All the selective TAAR1 agonists and antagonist have been used in several studies to unravel the physiological function of TAAR1 in the brain. TAAR1 agonists including RO5166017, RO5256390, and RO5263397 have proven to prevent psychostimulant-induced hyperlocomotion and stress-induced hyperthermia (Revel et al. 2011, 2013). Another TAAR1 partial agonist, RO5203648, showed clear antipsychotic- and antidepressant-like activities (Revel et al. 2012). RO5256390 has been shown to block the compulsive, binge-like eating behavior in rats (Ferragud et al. 2017). In addition, these selective agonists have been reported to suppress self-stimulation and compulsive behaviors induced by drugs including cocaine, METH, and nicotine (Cotter et al. 2015; Jing et al. 2014; Liu et al. 2018; Pei et al. 2014, 2015, 2017; Revel et al. 2012; Xue et al. 2018). Collectively, the synthetic TAAR1 agonists and antagonists have provided valuable tools to investigate the function of TAAR1, and have shed light on targeting TAAR1 for the treatment of mental disorders and drug addictions.
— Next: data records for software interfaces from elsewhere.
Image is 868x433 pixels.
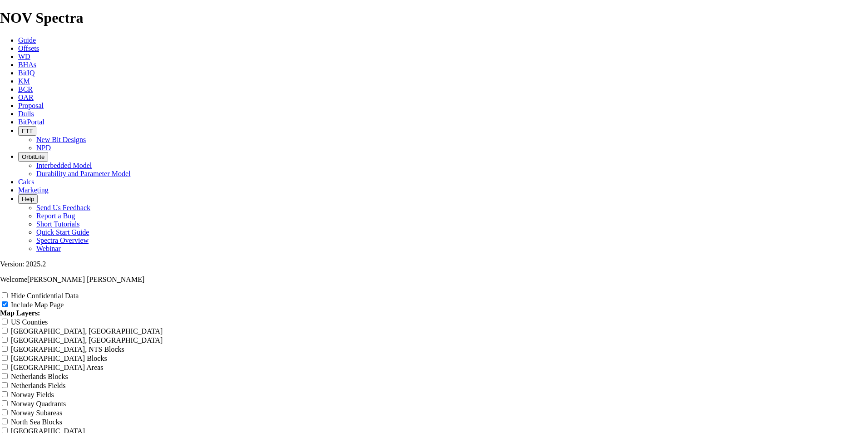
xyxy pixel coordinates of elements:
label: Netherlands Blocks [11,373,69,381]
label: [GEOGRAPHIC_DATA], [GEOGRAPHIC_DATA] [11,327,162,335]
a: KM [18,78,30,85]
label: US Counties [11,318,48,326]
label: Norway Quadrants [11,400,66,408]
label: [GEOGRAPHIC_DATA] Areas [11,364,104,372]
a: Proposal [18,102,43,109]
a: BCR [18,86,32,93]
button: Help [18,194,38,204]
label: Include Map Page [11,301,63,309]
button: OrbitLite [18,152,48,161]
span: [PERSON_NAME] [PERSON_NAME] [27,276,144,283]
label: Norway Fields [11,391,54,399]
label: [GEOGRAPHIC_DATA], [GEOGRAPHIC_DATA] [11,336,162,345]
span: Help [22,196,34,202]
a: Report a Bug [36,212,75,220]
a: Send Us Feedback [36,204,90,212]
a: Calcs [18,178,34,186]
a: Offsets [18,44,39,52]
label: Hide Confidential Data [11,292,78,299]
a: WD [18,52,31,60]
span: OrbitLite [22,153,44,161]
a: Marketing [18,186,49,194]
span: FTT [22,127,32,134]
a: Quick Start Guide [36,228,89,236]
a: Interbedded Model [36,161,92,170]
a: BHAs [18,60,36,69]
a: OAR [18,94,33,101]
a: New Bit Designs [36,136,86,143]
a: Dulls [18,110,34,117]
label: [GEOGRAPHIC_DATA] Blocks [11,355,107,363]
label: [GEOGRAPHIC_DATA], NTS Blocks [11,345,125,354]
a: Durability and Parameter Model [36,170,131,178]
a: BitPortal [18,118,44,125]
button: FTT [18,126,36,136]
a: Short Tutorials [36,220,80,228]
a: NPD [36,144,51,152]
label: North Sea Blocks [11,419,62,426]
a: Guide [18,36,36,44]
label: Norway Subareas [11,410,62,417]
a: Spectra Overview [36,236,88,244]
a: BitIQ [18,69,34,77]
a: Webinar [36,244,60,253]
label: Netherlands Fields [11,382,65,390]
In addition, the selective TAAR1 agonists have been used to investigate the role of TAAR1 in other systems. Activation of TAAR1 by RO5166017 and RO5256390 promotes glucose-dependent insulin secretion in β-cells lines and human islets. Furthermore, treatment of the selective TAAR1 agonist in obese mice results in reduced food intake and body weight, suggesting the potential application of TAAR1 agonists for treatment of diabetes and obesity (Michael et al. 2019; Raab et al. 2016). Another TAAR1 agonist RO5203548 has been shown to increase TAAR1 expression and may be associated with miscarriages (Stavrou et al. 2018). Future application of the synthetic TAAR1 agonists will help to reveal the function of TAAR1 in a variety of systems.

Olfactory TAAR Agonists

All TAARs except TAAR1 are highly expressed in OSNs located in the main olfactory epithelium and function as a distinct family of olfactory receptors (Johnson et al. 2012; Liberles and Buck 2006; Pacifico et al. 2012). Like the classical ORs, TAARs also follow the “one-neuron-one-receptor” rule, meaning that one and only one TAAR is expressed in each OSN (Liberles and Buck 2006; Serizawa et al. 2004). TAARs utilize the same signaling pathways as ORs (Fig. 1a) (Liberles and Buck 2006; Zhang et al. 2013). Furthermore, TAARs respond to a specialized set of chemicals, instruct OSNs to dedicated olfactory bulb regions, and mediate distinct animal behaviors, strongly suggesting that they constitute a specific olfactory subsystem (Johnson et al. 2012; Liberles and Buck 2006; Pacifico et al. 2012). As a note, the olfactory TAARs are also ectopically expressed in other tissues but with much lower expression levels, and will not be discussed in this review.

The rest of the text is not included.